There are many areas where you can take control of your finances to save money and make money.
But while you can redecorate your home, you probably wouldn’t take on the task of rebuilding it yourself, and the same applies when dealing with your money.
So when do you need expert assistance with your money? Put simply, when a lot of it is at stake. Here are common situations where that applies and where using an adviser can help you avoid costly mistakes.
Protecting your family
It’s easy to buy cheap life insurance from an online provider. But buying it this way may mean your family don’t get the money when they need it, or that they pay tax on it unnecessarily.
For most people, life insurance should be placed ‘in trust’ both to ensure immediate payment and to keep the money away from the taxman. While you can get your head round a set of trust forms, you really need to think carefully about who gets the money in what circumstances.
Moreover, many people don’t fully think through the type of cover they buy - you may be buying cheap term assurance, but a Family Income Benefit policy might be a more appropriate (and even cheaper) way to provide the cover your family needs.
Also, many people today are buying Critical Illness insurance when a more appropriate (and cheaper) form of cover may be Income Protection (Permanent Health) Insurance. So there are some big issues here that it may useful to discuss with an adviser.
Making your Will
You can find DIY will forms on the shelf and on the web - but I suggest you leave them there. A simple error of grammar is enough to botch a will. And unless your affairs are complex, it shouldn’t cost more than £100 to get one drawn up by a solicitor.
Whatever you do, never appoint a bank as your executor under a will. Their charges are outrageously high. In fact, avoid professional executors altogether - pick two reliable friends, but make sure they are a bit younger than you.
Give them comfort by adding a clause to your will authorising them to pay for professional help if they need it. A lawyer who is accountable to a living executor is likely to be considerably cheaper than one working for a dead person.
Altering your pension
If you don’t have any form of pension plan, then starting up a no-frills stakeholder or SIPP pension plan is a simple decision that you can make without consulting an adviser. But if you have existing pension plans, I recommend that you take advice before transferring them from one scheme to another.
Pension rules are extraordinarily complicated, and this is a minefield where the wrong decision could result in giving up rights to tax-free cash or suffering unnecessary penalties on switching.
Most employer ‘final salary’ schemes involve penalties on leaving early. The same applies to personal pension plans, where you may get much less than the current value of the plan if you transfer it to another scheme. It may still make sense to transfer, but you need to fully understand the figures before you make a decision.
Creating a financial plan
Most people muddle through with their money, dealing with issues as they arise but never having an overall plan.

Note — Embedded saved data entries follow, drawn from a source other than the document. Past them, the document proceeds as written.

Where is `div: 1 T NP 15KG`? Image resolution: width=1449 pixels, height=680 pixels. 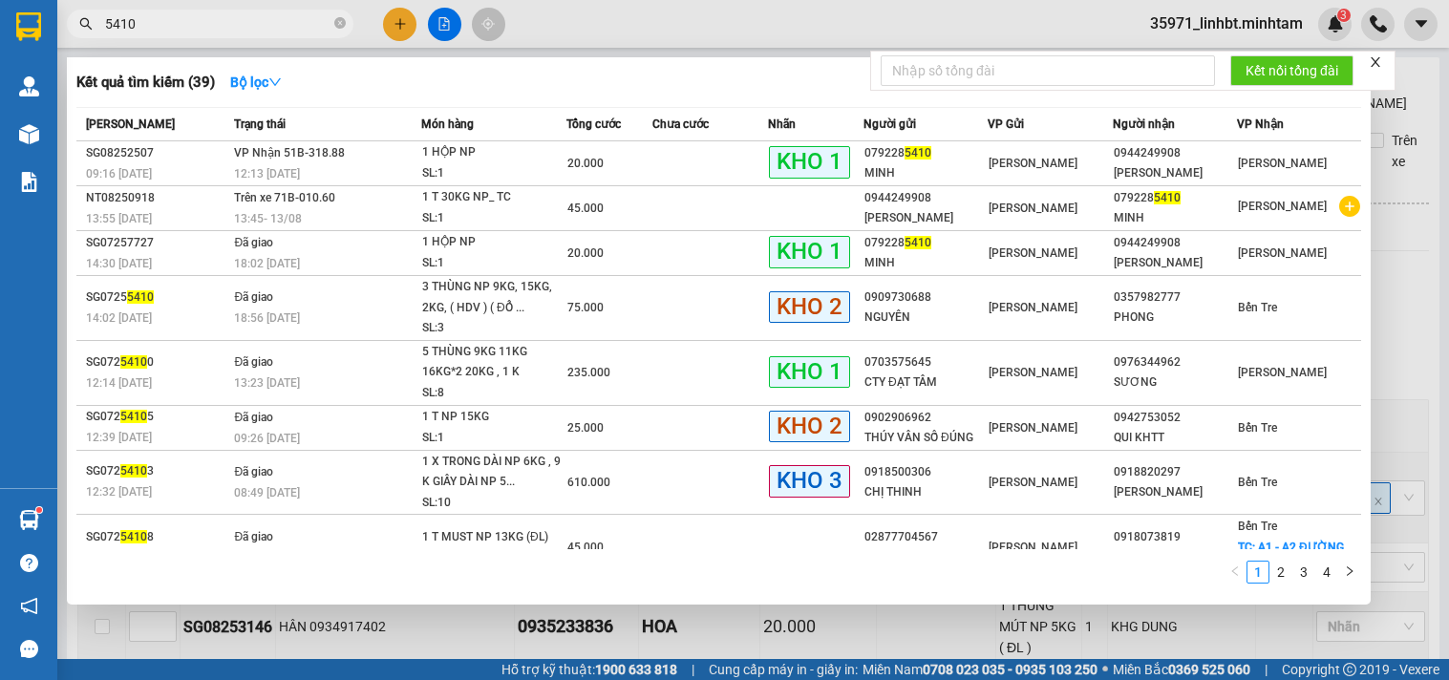
div: 1 T NP 15KG is located at coordinates (494, 417).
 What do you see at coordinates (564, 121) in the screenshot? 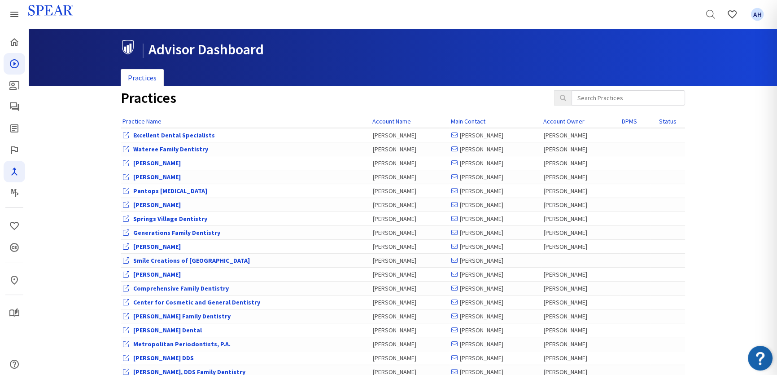
I see `a: Account Owner` at bounding box center [564, 121].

There’s no doubt that having an overall financial plan can help, not least because it forces you to focus on your real aims in life and how you’re going to achieve them.
Yet creating a long-term financial plan is challenging. You need to define and prioritise your goals, and there’s always a trade-off between what you’d like to do (retire early) and what you feel you must do (help the kids through college).

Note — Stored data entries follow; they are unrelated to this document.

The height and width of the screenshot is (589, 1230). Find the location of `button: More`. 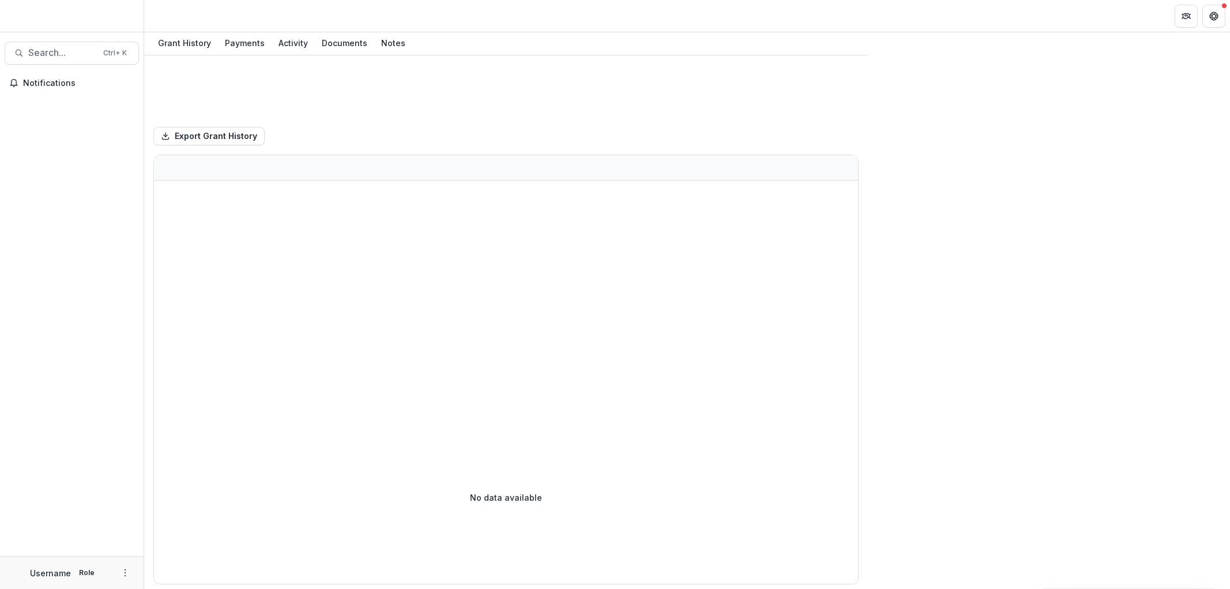

button: More is located at coordinates (125, 573).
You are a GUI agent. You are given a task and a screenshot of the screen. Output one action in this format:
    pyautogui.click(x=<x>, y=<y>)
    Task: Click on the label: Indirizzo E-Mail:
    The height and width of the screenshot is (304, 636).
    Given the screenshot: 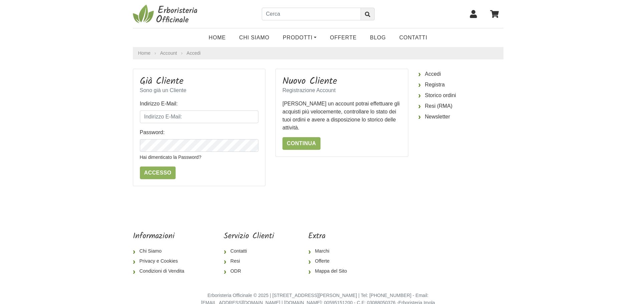 What is the action you would take?
    pyautogui.click(x=159, y=104)
    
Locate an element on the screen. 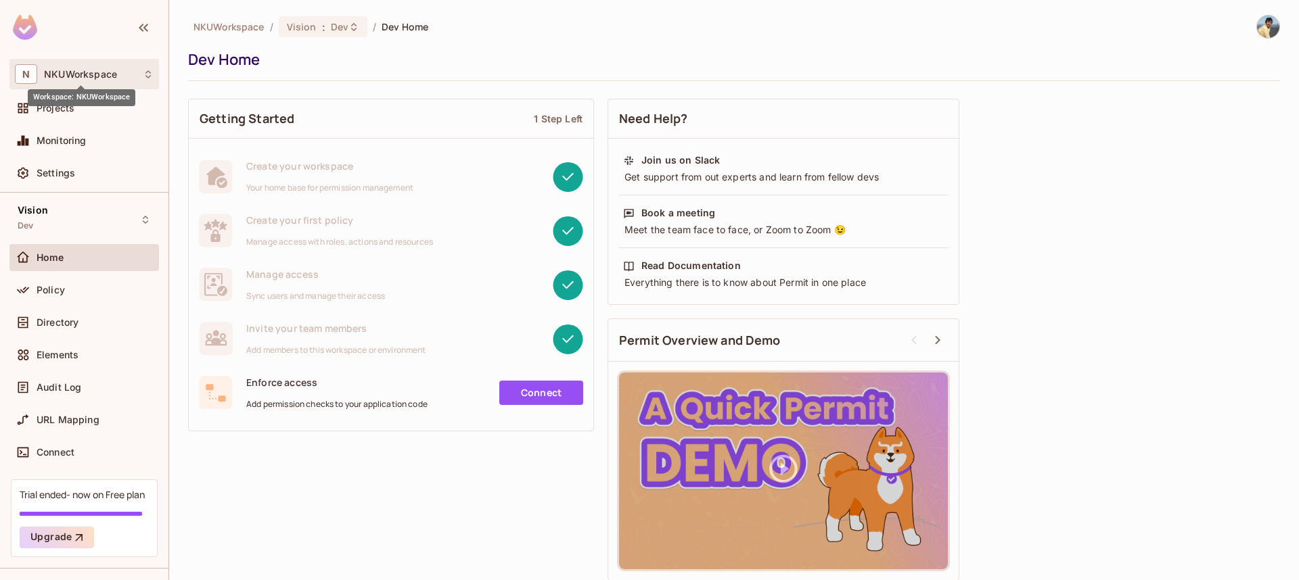 This screenshot has width=1299, height=580. span: Home is located at coordinates (50, 258).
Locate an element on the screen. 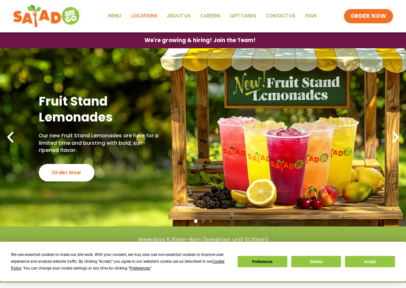  nav: Menu is located at coordinates (213, 16).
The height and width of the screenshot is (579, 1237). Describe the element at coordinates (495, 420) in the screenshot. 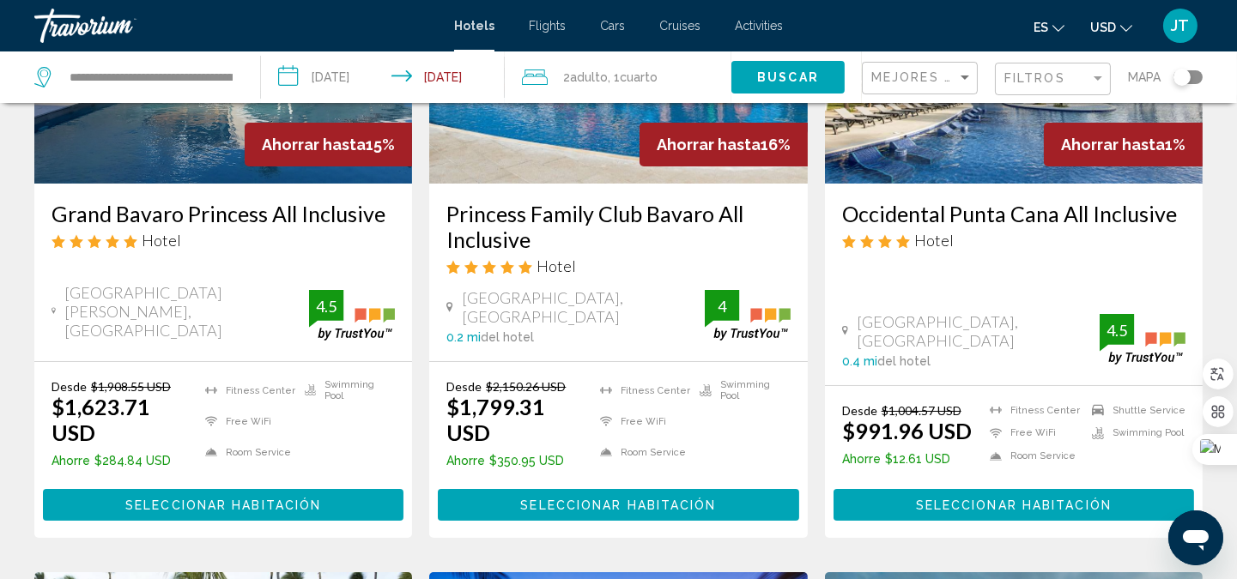

I see `ins: $1,799.31 USD` at that location.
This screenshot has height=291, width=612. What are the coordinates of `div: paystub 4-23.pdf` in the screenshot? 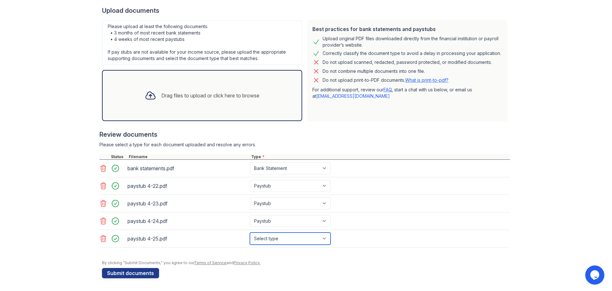 It's located at (188, 203).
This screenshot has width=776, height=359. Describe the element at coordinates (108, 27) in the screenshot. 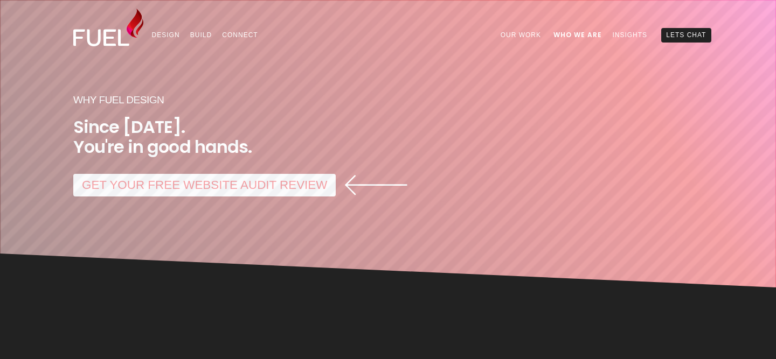

I see `img: Fuel Design Ltd - Website design and development company in North Shore, Auckland` at that location.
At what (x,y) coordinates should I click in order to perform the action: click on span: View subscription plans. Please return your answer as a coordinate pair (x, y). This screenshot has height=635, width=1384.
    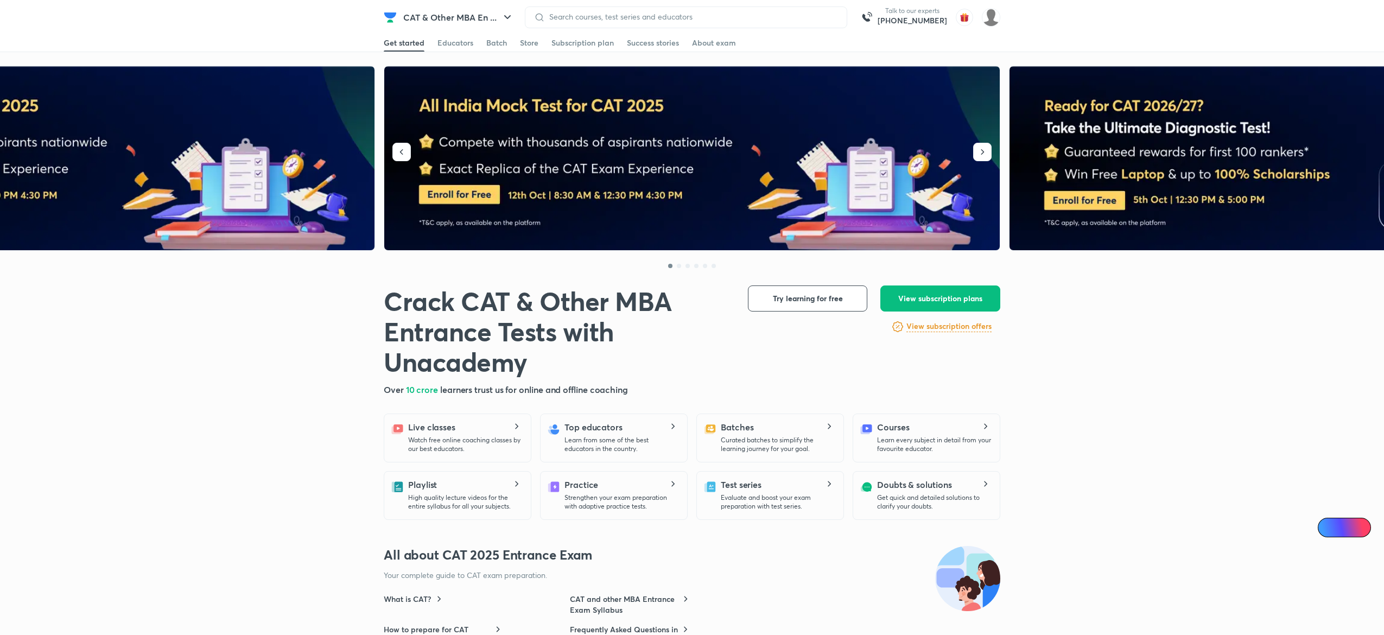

It’s quite normal and understandable that when you do this kind of planning on your own, unconscious bias creeps in and you may make quite unrealistic assumptions. And some of the ‘what ifs?’ you need to consider are ones you may prefer to avoid.
So creating your plan with the help of an adviser is likely to result in a better - more realistic, more useful - plan. Many of the advisers who specialise in ‘holistic planning’ operate on a fee basis, and in the context of getting your whole financial life in order, paying fees of a few hundred pounds could be the best investment you ever make.
Investing a capital sum
If you have no experience of investing, inheriting a big chunk of capital can be frightening. Between the temptation of gains and the fear of losses you can get paralysed, and indeed many people just leave the cash lying in deposit accounts for years.
But you don’t have to choose between making all the decisions yourself - which can feel like a lot to take on - and following an expert’s suggestions down to the letter. Instead, take your list of questions to an adviser, agree to pay a fee for a full review and recommendations and follow-up sessions where you can question these.
Then decide how much of the task of managing the investments you want to take on yourself and how much you want to entrust to an adviser.
Get the costs in perspective. A full structural survey of a house costs around £700, and if there is capital of, say, £50,000 at stake, paying a fee of a similar amount is no big deal.
Avoiding inheritance tax
The starting threshold for inheritance tax is £312,000, which means that the homes of many retired people in the South of England alone will result in them being liable for the tax at 40% on the excess.
It’s well-known, though, that inheritance tax is a voluntary tax. Why? Because if you give away money (up to the threshold of £312,000), it vanishes from your estate after seven years and there’s no tax to pay.
Plus, because husband and wife both have £312,000 allowances, they can effectively leave £624,000 to their families with no tax with a bit of planning. And even if the assets are worth more, you can avoid tax by using many other tax-saving ploys ranging from the simple to the complex.
You could try getting your head round all this, but I wouldn’t even try. Find a good adviser, and pay for an in-depth review of the situation and possible solutions.